Lumens
I. Cattail Pond, Dusk
Reed-stalks split the sun and splay its sinking
over trembling water. A plywood pier
slouches into rot, the ruin perhaps
of some industrious boy whose toy fleets
once proudly anchored there; propped on post-stumps,
boards mar a measured lap and briefly trap
shards of sun-glint in their wake-splintered screens.
Bulrushes at season’s end, top-swollen
and full of days, occlude the shore, obscure
the nearby curve of asphalt that wends half a mile
back (beyond this wild circle’s rim) toward
home. The crop-duster hum of mosquitoes skirts
mercurially past the ears; lobes hang,
plump with blood. Acrid in the day’s last blush,
the pond’s ichor slops underfoot, wets ankles
in their twilit retreat. Cars pass, and something snaps.
I left my boyhood here, I think—not here,
but some such place: in a tangle of weeds,
crusted with muck, sunk under waves whose ebb
once graciously lulled all ruckus to peace.
As the years exhale, a light fails behind the reeds.
II. Larimer County, September
Montana wildfires blear the streets—a film,
thin with distance; wind-sifted smoke winnows,
and particulate ash, hung where night-gusts
howl in the in-betweens, suffuse the day
with a muraled quality. Somewhere near,
a chime’s hammered copper empties its notes;
the dull, fitful plod of its rubber tongue
sounds soft songs like dirges under the purr
of noontime traffic. Each mountain, aloof—
a grey-veiled apparition—troubles us
with its silent erasure. The birds still
the music of their voices, suspecting
thunder in plumes of strangely scented storm.
The sun’s eye like an open sore festers
in its westward descent to ritual decease,
smears its rays over a blood-tinted stretch of sky.
Love of Earth is cleft to desperation—
ever in it, something sad: longing in
the well of which, steeped in slime (primordial,
dreg-swilled depth), the fear of death wheels and swims,
bids us vainly clutch at ends: the tatters
Nature calmly relishes with painted lights.
III. 16th Street, Friday
Tail lights like socketed coals kindle pools
that crouch in streets, where gutter-steam drift
wreathes drain grates—clenched, shut like teeth, iron smirks
beneath which the city’s stone throats open
down, parched half way to hell. A sodium
glow rings walks with its fluttering halo;
something begins and ceases in the crazed
alternations of failing filaments:
their manic tungsten buzz recalls insects
as it mocks the stars. Like captive suns,
dim with age, little lamps embalm their lights
and flush the night with hazy radiance.
Neon beams stretch streetward from windows, mix
with the traffic signals’ clockwork—marching:
walk, wait, walk, wait. The city’s bright pistons
throb the dark, pulse pallid intermittence.
What time is lost? What kept? What transmuted
into ghoulish alien rhythms
inside which this chaos of human circuits struggles,
scrapes through the gloaming fluorescent hush
to greet at last the smog-smothered light of morning?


[BRIEF] Write out, word for word, only the data from its first line to the line containing "What are the".

[PROVIDED DATA]
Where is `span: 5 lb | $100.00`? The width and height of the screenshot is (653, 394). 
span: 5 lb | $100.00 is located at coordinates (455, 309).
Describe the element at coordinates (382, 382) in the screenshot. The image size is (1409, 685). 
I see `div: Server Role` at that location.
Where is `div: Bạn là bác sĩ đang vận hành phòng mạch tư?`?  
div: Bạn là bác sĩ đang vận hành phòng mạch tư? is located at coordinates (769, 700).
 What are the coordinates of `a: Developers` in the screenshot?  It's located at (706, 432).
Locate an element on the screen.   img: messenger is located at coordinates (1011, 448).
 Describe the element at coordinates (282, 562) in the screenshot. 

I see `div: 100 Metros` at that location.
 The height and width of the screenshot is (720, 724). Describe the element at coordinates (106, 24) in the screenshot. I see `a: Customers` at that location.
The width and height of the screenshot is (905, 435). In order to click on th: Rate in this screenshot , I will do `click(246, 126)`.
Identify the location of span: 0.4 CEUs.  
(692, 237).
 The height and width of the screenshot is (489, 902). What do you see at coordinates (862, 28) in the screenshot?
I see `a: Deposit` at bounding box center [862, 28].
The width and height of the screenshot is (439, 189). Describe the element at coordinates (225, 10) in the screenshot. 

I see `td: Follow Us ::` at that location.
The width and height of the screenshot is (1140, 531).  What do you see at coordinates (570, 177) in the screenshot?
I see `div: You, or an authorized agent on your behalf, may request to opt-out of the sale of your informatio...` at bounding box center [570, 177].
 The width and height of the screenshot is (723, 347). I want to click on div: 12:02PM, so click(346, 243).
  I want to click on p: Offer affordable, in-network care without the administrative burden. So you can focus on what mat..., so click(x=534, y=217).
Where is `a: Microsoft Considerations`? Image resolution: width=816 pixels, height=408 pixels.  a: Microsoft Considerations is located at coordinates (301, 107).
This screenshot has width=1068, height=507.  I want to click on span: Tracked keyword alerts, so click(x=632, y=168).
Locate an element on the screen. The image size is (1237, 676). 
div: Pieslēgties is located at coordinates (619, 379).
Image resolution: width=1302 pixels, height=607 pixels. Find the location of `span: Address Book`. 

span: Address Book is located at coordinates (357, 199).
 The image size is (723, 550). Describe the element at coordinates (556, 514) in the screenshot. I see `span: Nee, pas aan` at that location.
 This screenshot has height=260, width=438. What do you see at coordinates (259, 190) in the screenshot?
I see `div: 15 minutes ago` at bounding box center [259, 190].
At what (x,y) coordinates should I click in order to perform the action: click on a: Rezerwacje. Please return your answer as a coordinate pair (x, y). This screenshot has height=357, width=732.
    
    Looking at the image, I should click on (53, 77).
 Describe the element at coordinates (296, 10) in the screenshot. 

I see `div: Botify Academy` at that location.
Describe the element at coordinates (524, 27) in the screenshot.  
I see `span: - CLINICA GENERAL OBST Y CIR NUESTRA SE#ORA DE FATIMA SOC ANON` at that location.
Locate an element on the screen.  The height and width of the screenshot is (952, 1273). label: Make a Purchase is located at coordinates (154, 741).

[WRITTEN ANSWER]
Where is `span: 5 lb | $100.00`? The width and height of the screenshot is (653, 394). 
span: 5 lb | $100.00 is located at coordinates (455, 309).
Describe the element at coordinates (382, 382) in the screenshot. The image size is (1409, 685). 
I see `div: Server Role` at that location.
Where is `div: Bạn là bác sĩ đang vận hành phòng mạch tư?`?  
div: Bạn là bác sĩ đang vận hành phòng mạch tư? is located at coordinates (769, 700).
 What are the coordinates of `a: Developers` in the screenshot?  It's located at (706, 432).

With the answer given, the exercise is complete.